Earnings Roundup: Gap Widens Between Earnings “Beats” and Revenue “Beats”
The rate at which S&P 500 companies are reporting positive surprises may reassure investors, but it’s accompanies by the lowest revenue “beat rate” recorded in more than three years.
Midway through the second-quarter earnings season, a healthy proportion of companies in the S&P 500 index have managed to post positive earnings surprises. Instead, some of the weakness in the underlying economy is showing up in a different area, as a far smaller number of those companies are managing to beat analysts’ estimates when it comes to their revenues.

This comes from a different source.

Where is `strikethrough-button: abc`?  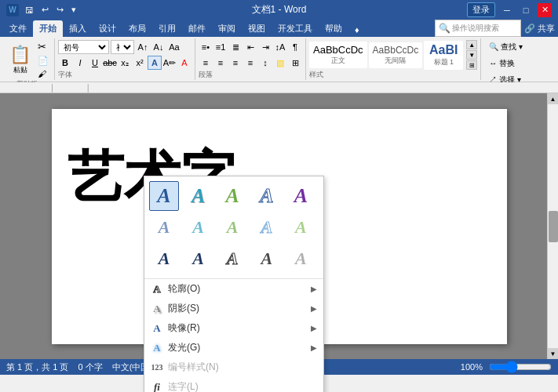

In a typical quarter, 63% of S&P 500 companies beat revenue forecasts, while the long-term earnings beat rate is around 62%. As of the end of last week, with 294 companies having reported their results, 67% have posted positive earnings surprises, while only 40% have beaten their revenue forecasts. If the revenue beat rate remains at this level, it will be only the fourth time in the last ten years that fewer than half of S&P 500 companies have posted positive top-line surprises. This gap between revenue and earnings beat rates – wider than it has been since the first quarter of 2009, and one of the widest seen in the last decade – serves as a reminder that during earnings season it’s important to look beyond the earnings-per-share results before concluding that the quarter has been successful in terms of corporate profits. Recognizing that this gap exists, that it appears to have widened in recent months, and understanding the reasons it is the size it is, can provide investors with even more insight into how companies are generating their earnings.
As we learned last week, even stalwart companies like Apple (AAPL.O) are able to report revenue figures that fall short of expectations. Indeed, weak revenues from Europe led Apple to report the largest negative revenue surprise for the quarter among S&P 500 companies last week. Although its sales were 24% higher than in the year-ago quarter, the total fell short of estimates by some $2.15 billion. (Oh, and it also failed to deliver what analysts and investors were looking for when it came to earnings, as we discussed last week.)
Apple is far from alone, alas. McDonalds (MCD.N) also struggled to boost its revenues in the midst of a difficult economy, especially in Europe, where austerity policies have reduced consumer confidence. “We’re experiencing stronger headwinds on both the top and bottom lines,” the company’s CEO, Don Thompson, admitted during the earnings conference call. The fast food chain announced earnings that fell short of estimates for the first time since 2004; revenues grew only 0.2%, to a level below analysts’ forecasts. United Parcel Service (UPS.N), widely viewed as a barometer for economic activity, also reported revenue and profits that fell wide of the mark, even though the company did manage to increase its margins by 50 basis points from the year-earlier period, a particularly noteworthy accomplishment in view of the fact that its revenues grew only 1.2%. “The biggest driver … is slow demand in the developed world,” said Scott Davis, the company’s CEO, during the conference call that followed the earnings announcement. “Frankly Europe and the U.S. both have low demand right now.”
When pondering how many companies beat estimates – whether earnings or revenue estimates – it is important to take into account just how aggressive those initial forecasts were in the first place. For instance, if analysts were expecting to see big gains in revenues, it is possible for companies to report actual results that fall well short of that level and still be viewed as generating solid growth. Unfortunately, that’s not the picture that this quarter’s results paint of corporate revenues. At the beginning of earnings season, analysts were anticipating that S&P 500 companies, collectively, would report revenue growth of 1.7% — not an outrageously bullish forecast. But as the reporting period has progressed, downward revisions brought that figure to a mere 0.8%. Being unable to clear such a low bar would be a worrying sign. (While the quarter-to-date results remain incomplete, the actual figure today is 2.9%.)
The lower the expectations, the better the results, as data from the energy sector suggest. At the outset of earnings season, analysts were forecasting that companies in the Energy sector of the S&P 500 would report a 14.4% decline in revenues. Despite having the lowest growth expectations, the group has posted a 57.1% revenue beat rate. On the other hand, Industrials boasted one of the highest initial growth estimates, with analysts projecting revenue growth of 6.4%. Only 25.6% of companies in that group have beaten those expectations. The same pattern remains intact across all S&P 500 sectors, with the correlation between revenue growth estimates and beat rates remaining strongly negative, at -0.38.
The economic recovery appears fragile, and the world economy appears to be stuck in a period of slower growth. That may well continue to put downward pressure on revenues, resulting in lower gains or even declines in the top line at many U.S. companies. Given that backdrop, investors will want to continue monitoring what happens to corporate top lines as well as to profits during the final weeks of this earnings season and into the third and fourth quarters. Higher profits accompanied by flat to lower revenues means that a company is relying on cutting costs to boost earnings – and there may well be limits to the costs that can be cut in order to maintain margins without harming future growth. Some companies already may have crossed the line and reached the point where they are sacrificing future revenues in order to maintain profits; they may find that the task of generating future revenues and profits becomes more difficult as growth becomes more elusive.